How to Conquer the Information Overload Gamefully

Image by the author

(An excerpt. Read the full article on Medium)

The challenge

In the internet interconnected world, the information becomes a much too easily accessible good.

There is even a well-known term for that — the information overload.

“Information overload (also known as infobesity, infoxication, information anxiety, and information explosion) is the difficulty in understanding an issue and effectively making decisions when one has too much information about that issue. Generally, the term is associated with the excessive quantity of daily information.” — Wikipedia

Today, during the COVID-19 pandemic, when most of the world is online for big chunks of the day (especially during the working hours), there is even more information every day. Those of us, who don’t work on the “front line” during the pandemic, can express our generosity mostly online nowadays. So there are valuable short and long bits of information in all possible digital formats. These come from official sources, press, entertainment industry, our families, friends, bosses, employees, colleagues, communities we joined, and social media we frequent.

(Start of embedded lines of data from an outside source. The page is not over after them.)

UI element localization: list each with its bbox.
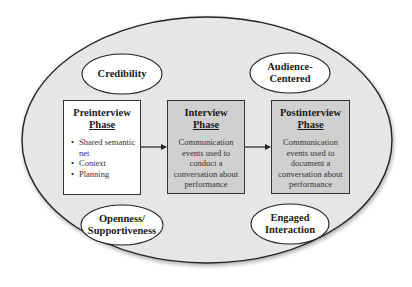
openness-line2: Supportiveness — [88, 225, 156, 237]
engaged-line1: Engaged — [270, 212, 309, 224]
audience-centered-line1: Audience- — [267, 61, 313, 73]
interview-title: Interview Phase — [173, 107, 239, 131]
bullet-item: Planning — [79, 169, 135, 180]
bullet-item: Shared semantic net — [79, 137, 135, 158]
engaged-label: Engaged Interaction — [251, 204, 329, 244]
openness-line1: Openness/ — [99, 213, 145, 225]
postinterview-description: Communication events used to document a … — [277, 137, 344, 190]
audience-centered-line2: Centered — [269, 73, 310, 85]
engaged-line2: Interaction — [265, 224, 315, 236]
postinterview-title-line2: Phase — [277, 119, 344, 131]
bullet-item: Context — [79, 158, 135, 169]
interview-description: Communication events used to conduct a c… — [173, 137, 239, 190]
credibility-label: Credibility — [82, 54, 162, 94]
postinterview-title-line1: Postinterview — [277, 107, 344, 119]
preinterview-phase-box: Preinterview Phase Shared semantic net C… — [63, 100, 141, 195]
preinterview-bullets: Shared semantic net Context Planning — [69, 137, 135, 179]
openness-label: Openness/ Supportiveness — [81, 205, 163, 245]
preinterview-title-line2: Phase — [69, 119, 135, 131]
preinterview-title-line1: Preinterview — [69, 107, 135, 119]
postinterview-phase-box: Postinterview Phase Communication events… — [271, 100, 350, 194]
postinterview-title: Postinterview Phase — [277, 107, 344, 131]
audience-centered-label: Audience- Centered — [250, 53, 330, 93]
preinterview-title: Preinterview Phase — [69, 107, 135, 131]
interview-phase-box: Interview Phase Communication events use… — [167, 100, 245, 194]
interview-title-line1: Interview — [173, 107, 239, 119]
interview-title-line2: Phase — [173, 119, 239, 131]
credibility-text: Credibility — [98, 68, 147, 80]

But there are also libraries giving free access to books, films, and more, museums, zoos, culture centers, and theaters offering online tours and performances, and so many more.

The workdays for all of us have become a fusion of our work and personal lives.

The oncoming information, especially the one about the COVID-19 situation, lockdowns, and reopening, affects both our work and personal lives, and it has never been more challenging to draw a line between them.

The main effect of that multidimensional information overload is a profound confusion and a feeling of being lost.

How can we handle all this overflow of the information, especially when we start a workday?


The gameful solution

A perspective change is often the best solution in confusing situations.

How can we view the information flow differently?

I discovered that the gameful approach to life provides effortless and joyful resourcefulness in all areas of our lives and most circumstances, including times of crisis.

While writing the Book 1 of the “Gameful Life” series, Gameful Project Management, I have discovered that what I was creating with my non-fiction books and articles on Self-Gamification, were not the ideas to replace the well-establisher others. Instead, I was creating “awareness boosters.”

Even the subtitle of the Gameful Project Management book has the phrase in it: Self-Gamification Based Awareness Booster for Your Project Management Success.

To find out what an awareness booster is and how information coming upon us can become such a booster, we need first to identify what awareness boosters are. Let’s start with awareness.